More Hong Kong, mainland executives plan additional investment in China

Survey says 73pc of execs either ‘very’ or ‘somewhat’ confident of revenue growth over coming 12 months

Workers clean the exterior of a building next to an advertisement in Wuxi, Jiangsu province. Photo: Reuters

A latest study by PwC says more executives from the mainland and Hong Kong plan to increase investment in the former, while stressing they are feeling growing pressure to improve their bottom lines amid the economic slowdown.

The annual survey found 59 per cent of mainland and Hong Kong executives are planning to increase their mainland holdings in the coming year, compared with 54 per cent at the same stage last year.

Encouragingly, 73 per cent of executives said they were either “very” or “somewhat” confident of revenue growth for their business over the coming 12 months, compared with 69 per cent a year ago.
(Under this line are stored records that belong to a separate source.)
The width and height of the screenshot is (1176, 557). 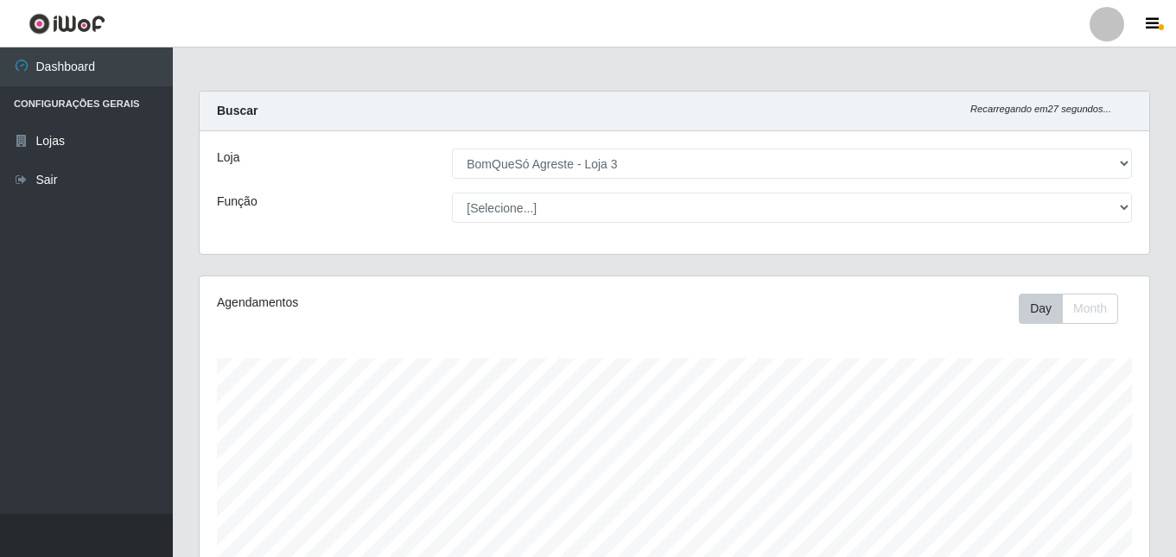 What do you see at coordinates (237, 201) in the screenshot?
I see `label: Função` at bounding box center [237, 201].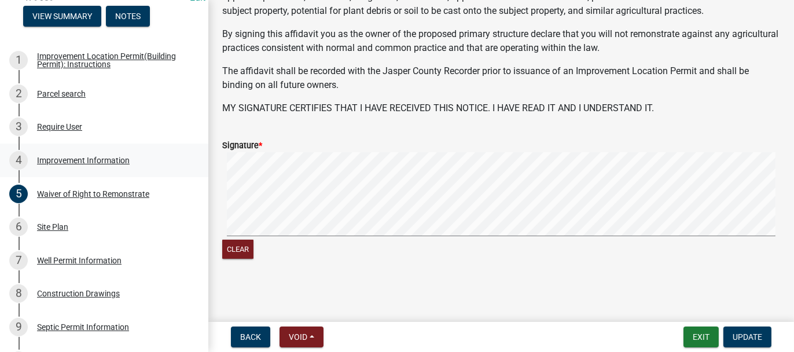  I want to click on button: Clear, so click(238, 249).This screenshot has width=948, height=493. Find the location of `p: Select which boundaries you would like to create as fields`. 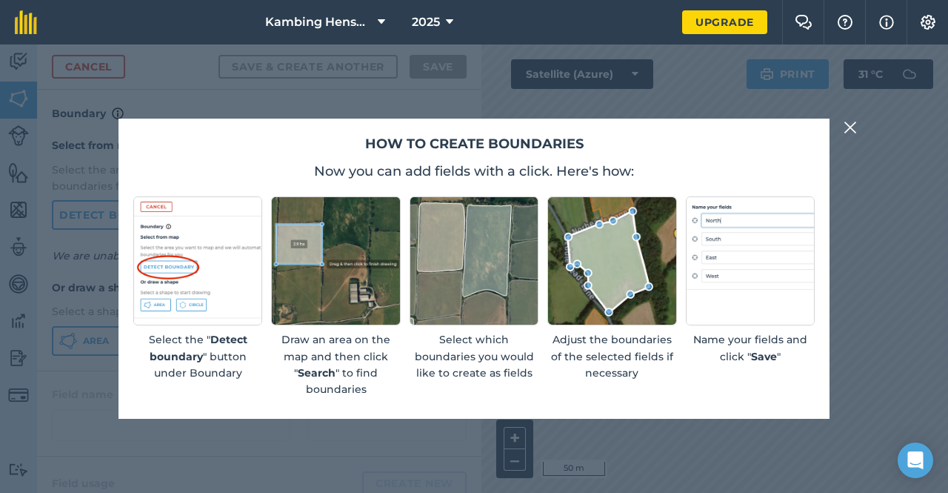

A real estate project in Yiwu, in east China's Zhejiang Province. Photo: Xinhua
A real estate project in Yiwu, in east China's Zhejiang Province. Photo: Xinhua

The report said the mainland continues to be the world’s largest growth market, and that it is competing well with the United States as a top destination for cross-border investment from the Asia Pacific region.

The opinions were gathered between May and July from 1,100 executives across the region’s 21 economies, including 222 from the mainland and Hong Kong.

“China’s scale and skills mean concerns about its slower economic growth are not enough to put business leaders off investment and expansion,” said Raymund Chao, PwC’s Greater China chairman.

Despite the slight recovery in investment and revenue confidence, however, respondents also warned of growing pressure on bottom lines.

China’s scale and skills mean concerns about its slower economic growth are not enough to put business leaders off investment and expansion Raymund Chao, chairman, PwC’s Greater China

Only 15 per cent said they were “more confident” now than they were a year ago about increasing profit from domestic operations, compared with 21 per cent in 2015, and 41 per cent the year before.

Business leaders showed particular concern about their ability to interpret and keep up with new regulations being introduced, and at anticipating the costs involved in those.

Just 12 per cent of respondents were “more confident” today at forecasting compliance or tax liabilities, compared with 16 per cent in 2015.

In May, China launched one of its most ambitious tax regime overhauls yet by shifting from business tax to value-added tax, and more reforms are expected in the coming year, putting extra pressure on businesses to keep pace.

The measures, according to the State Council, will reduce the tax burden on companies, and industries including finance and construction are among the latest to adopt the reforms.

Besides those growing uncertainties, the PwC survey suggested doubts also remain about the mainland’s near-term economic growth, with 27 per cent of respondents expecting the economy to grow less than 5 per cent annually over the next three years.

Mainland GDP expanded 6.9 per cent in 2015, the slowest growth in a quarter of a century. The economy expanded 6.7 per cent in the first three quarters, going some way to helping the central government to achieve a minimum 6.5 per cent economic growth rate this year.